[Math] Creating intuition about Laplace & Fourier transforms

fourier analysislaplace transformsignal processing

I've been reading up a bit on control systems theory, and needed to brush up a bit on my Laplace transforms. I know how to transform and invert the transform for pretty much every reasonable function, I don't have any technical issue with that. My only problem is that some theoretical things are not entirely intuitive.

This is my current understanding of the Fourier transform: We have an function, member of an infinite dimensional space, and we want to decompose it in terms of basis functions $e^{j\omega t}$. To do so, we project (analogously to taking the dot product) our function onto the basis functions, using the following definition of an inner product for the function space: $\langle f, g\rangle = \int_{-\infty}^{+\infty}f(t)\cdot g^*(t)dt$, which gives rise to the Fourier transform: $F(j\omega) = \int_{-\infty}^{+\infty} f(t)\ e^{-j\omega t}\,dt$. Reconstructing the original function from the coefficients times the basis functions gives $f(t) = \frac{1}{2\pi}\int_{-\infty}^{+\infty} F(j\omega)\ e^{j\omega t}\,d\omega$

Now, looking at the definition of the Laplace transform, it looks like it's trying to do the same thing using underdamped/overdamped sinusoids of the form $e^{\sigma t}e^{j\omega t}$, instead of pure sinusoids like the FT. This enables representing functions which don't vanish at infinity, but rather can diverge exponentially. However, it doesn't quite fit in the framework I laid above. First of all, the inversion integral confuses me. $\mathcal{L}^{-1} \{F(s)\}(t) = f(t) = \frac{1}{2\pi j}\int_{\sigma-j\infty}^{\sigma+j\infty}F(s)e^{st}\,ds$. Why am I free to do the integration for any value of σ, as long as it's bigger than the real part of the rightmost pole? If I plug in $s = \sigma + j \omega, ds = j d\omega$, I can pull $e^{\sigma t}$ out of the integral, to get $\mathcal{L}^{-1} \{F(s)\}(t) = f(t) = \frac{e^{\sigma t}}{2\pi}\int_{\infty}^{+\infty}F(\sigma+j\omega)e^{j\omega t}\,d\omega$. It appears strange to me that the $e^{\sigma t}$ term has to be exactly compensated by the fact that the transform is being evaluated more to the right or to the left. Also, when analyzing systems using the Laplace transform, the main thing we're interested in is the location of its zeros and poles. Intuitively, I would expect that, since the function "blows up" at the poles, there would be large contributions from those amplitudes in the inversion integral if it passed near the poles. However, if it can pass arbitrarily far away from the poles, it doesn't make as much sense…

I'm sorry if I'm not explaining myself as well as I wanted to, but this isn't really that easy to express…

Cheers

Best Answer

The Laplace transform is designed to deal with causal problems in which some input is provided to a linear system at $t=0$, and the system provides a response for $t \gt 0$. There is no response for $t \lt 0$, as the phenomenon being modeled is causal. Thus, when we invert the Laplace transform, we adjust the real part of the line along which we integrate as an expression of this causality.

But why to the right of the rightmost pole? Consider a LT $F(s)$ which has isolated poles in the complex plane and no other singularities. We can compute the ILT using the Residue Theorem by either closing to the left or to the right. If we close to the left, then the contour integral

$$\oint_C dz F(z) e^{z t} = \int_{\sigma-i R}^{\sigma+i R} ds F(s) e^{s t} + i R \int_{\pi/2}^{3 \pi/2} d\theta \, e^{i \theta} F \left ( R e^{i \theta} \right ) e^{R t \cos{\theta}} e^{i R t \sin{\theta}} $$

(NB there is a pair of segments from $\sigma \pm iR$ to the circle $z=R e^{i \theta}$, but one can easily show that the integral over these segments vanishes as $R \to \infty$.)

We want the second integral to vanish as $R \to \infty$ so that we may express the ILT in terms of the residues of the poles of $F$. Note that, when we close to the left, $\cos{\theta} \lt 0$, so that the second integral may vanish only when $t \gt 0$. ($F$ must also satisfy certain conditions as $R \to \infty$, but $t$ must be greater than zero in any case.)

Note that when $t \lt 0$, we may not close the contour to the left. Rather, we must close to the right in order to use the Residue Theorem. Over that semicircle, $\cos{\theta} \gt 0$, so the second integral vanishes only when $t \lt 0$.

Thus, to capture causality, we move the line over which we define the integral for the ILT such that all poles are to the left of the line; in that way $f(t) =0$ when $t \lt 0$, as one would expect.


■ Activity
Make an exact copy of the entries below, with all images left out.
····················
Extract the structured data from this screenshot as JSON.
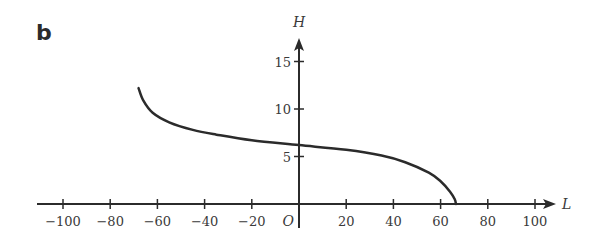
{
  "panel": {
    "label": "b"
  },
  "chart_data": {
    "type": "line",
    "title": "",
    "xlabel": "L",
    "ylabel": "H",
    "origin_label": "O",
    "xlim": [
      -110,
      110
    ],
    "ylim": [
      0,
      17
    ],
    "x_ticks": [
      -100,
      -80,
      -60,
      -40,
      -20,
      20,
      40,
      60,
      80,
      100
    ],
    "x_tick_labels": [
      "−100",
      "−80",
      "−60",
      "−40",
      "−20",
      "20",
      "40",
      "60",
      "80",
      "100"
    ],
    "y_ticks": [
      5,
      10,
      15
    ],
    "y_tick_labels": [
      "5",
      "10",
      "15"
    ],
    "grid": false,
    "legend": null,
    "series": [
      {
        "name": "H(L)",
        "color": "#2b2b2b",
        "x": [
          -68,
          -66,
          -62,
          -55,
          -45,
          -35,
          -20,
          0,
          20,
          35,
          45,
          55,
          60,
          64,
          66,
          66.5
        ],
        "y": [
          12.2,
          10.9,
          9.6,
          8.6,
          7.8,
          7.3,
          6.7,
          6.2,
          5.7,
          5.1,
          4.4,
          3.3,
          2.4,
          1.3,
          0.5,
          0
        ]
      }
    ]
  }
}
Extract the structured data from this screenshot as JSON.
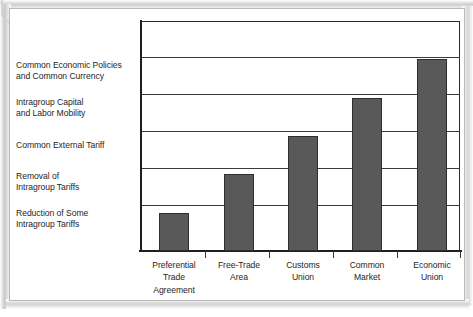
{
  "figure": {
    "title_remnant": "",
    "background_color": "#ffffff",
    "frame_color": "#b9b9b9"
  },
  "chart_data": {
    "type": "bar",
    "title": "",
    "subtitle": "",
    "xlabel": "",
    "ylabel": "",
    "categories": [
      "Preferential\nTrade\nAgreement",
      "Free-Trade\nArea",
      "Customs\nUnion",
      "Common\nMarket",
      "Economic\nUnion"
    ],
    "category_lines": [
      [
        "Preferential",
        "Trade",
        "Agreement"
      ],
      [
        "Free-Trade",
        "Area"
      ],
      [
        "Customs",
        "Union"
      ],
      [
        "Common",
        "Market"
      ],
      [
        "Economic",
        "Union"
      ]
    ],
    "values": [
      1,
      2,
      3,
      4,
      5
    ],
    "ylim": [
      0,
      6
    ],
    "ytick_count": 6,
    "grid": true,
    "legend": false,
    "bar_color": "#595959",
    "bar_edge_color": "#2e2e2e",
    "axis_color": "#1f1f1f",
    "y_band_labels": [
      "",
      "Common Economic Policies and Common Currency",
      "Intragroup Capital and Labor Mobility",
      "Common External Tariff",
      "Removal of Intragroup Tariffs",
      "Reduction of Some Intragroup Tariffs"
    ]
  },
  "stage_labels": [
    {
      "line1": "Common Economic Policies",
      "line2": "and Common Currency"
    },
    {
      "line1": "Intragroup Capital",
      "line2": "and Labor Mobility"
    },
    {
      "line1": "Common External Tariff",
      "line2": ""
    },
    {
      "line1": "Removal of",
      "line2": "Intragroup Tariffs"
    },
    {
      "line1": "Reduction of Some",
      "line2": "Intragroup Tariffs"
    }
  ],
  "categories": [
    {
      "line1": "Preferential",
      "line2": "Trade",
      "line3": "Agreement"
    },
    {
      "line1": "Free-Trade",
      "line2": "Area",
      "line3": ""
    },
    {
      "line1": "Customs",
      "line2": "Union",
      "line3": ""
    },
    {
      "line1": "Common",
      "line2": "Market",
      "line3": ""
    },
    {
      "line1": "Economic",
      "line2": "Union",
      "line3": ""
    }
  ]
}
····················
■ Exercise result
Extract the structured data from this screenshot as JSON.
{
  "panel": {
    "label": "b"
  },
  "chart_data": {
    "type": "line",
    "title": "",
    "xlabel": "L",
    "ylabel": "H",
    "origin_label": "O",
    "xlim": [
      -110,
      110
    ],
    "ylim": [
      0,
      17
    ],
    "x_ticks": [
      -100,
      -80,
      -60,
      -40,
      -20,
      20,
      40,
      60,
      80,
      100
    ],
    "x_tick_labels": [
      "−100",
      "−80",
      "−60",
      "−40",
      "−20",
      "20",
      "40",
      "60",
      "80",
      "100"
    ],
    "y_ticks": [
      5,
      10,
      15
    ],
    "y_tick_labels": [
      "5",
      "10",
      "15"
    ],
    "grid": false,
    "legend": null,
    "series": [
      {
        "name": "H(L)",
        "color": "#2b2b2b",
        "x": [
          -68,
          -66,
          -62,
          -55,
          -45,
          -35,
          -20,
          0,
          20,
          35,
          45,
          55,
          60,
          64,
          66,
          66.5
        ],
        "y": [
          12.2,
          10.9,
          9.6,
          8.6,
          7.8,
          7.3,
          6.7,
          6.2,
          5.7,
          5.1,
          4.4,
          3.3,
          2.4,
          1.3,
          0.5,
          0
        ]
      }
    ]
  }
}
Extract the structured data from this screenshot as JSON.
{
  "figure": {
    "title_remnant": "",
    "background_color": "#ffffff",
    "frame_color": "#b9b9b9"
  },
  "chart_data": {
    "type": "bar",
    "title": "",
    "subtitle": "",
    "xlabel": "",
    "ylabel": "",
    "categories": [
      "Preferential\nTrade\nAgreement",
      "Free-Trade\nArea",
      "Customs\nUnion",
      "Common\nMarket",
      "Economic\nUnion"
    ],
    "category_lines": [
      [
        "Preferential",
        "Trade",
        "Agreement"
      ],
      [
        "Free-Trade",
        "Area"
      ],
      [
        "Customs",
        "Union"
      ],
      [
        "Common",
        "Market"
      ],
      [
        "Economic",
        "Union"
      ]
    ],
    "values": [
      1,
      2,
      3,
      4,
      5
    ],
    "ylim": [
      0,
      6
    ],
    "ytick_count": 6,
    "grid": true,
    "legend": false,
    "bar_color": "#595959",
    "bar_edge_color": "#2e2e2e",
    "axis_color": "#1f1f1f",
    "y_band_labels": [
      "",
      "Common Economic Policies and Common Currency",
      "Intragroup Capital and Labor Mobility",
      "Common External Tariff",
      "Removal of Intragroup Tariffs",
      "Reduction of Some Intragroup Tariffs"
    ]
  },
  "stage_labels": [
    {
      "line1": "Common Economic Policies",
      "line2": "and Common Currency"
    },
    {
      "line1": "Intragroup Capital",
      "line2": "and Labor Mobility"
    },
    {
      "line1": "Common External Tariff",
      "line2": ""
    },
    {
      "line1": "Removal of",
      "line2": "Intragroup Tariffs"
    },
    {
      "line1": "Reduction of Some",
      "line2": "Intragroup Tariffs"
    }
  ],
  "categories": [
    {
      "line1": "Preferential",
      "line2": "Trade",
      "line3": "Agreement"
    },
    {
      "line1": "Free-Trade",
      "line2": "Area",
      "line3": ""
    },
    {
      "line1": "Customs",
      "line2": "Union",
      "line3": ""
    },
    {
      "line1": "Common",
      "line2": "Market",
      "line3": ""
    },
    {
      "line1": "Economic",
      "line2": "Union",
      "line3": ""
    }
  ]
}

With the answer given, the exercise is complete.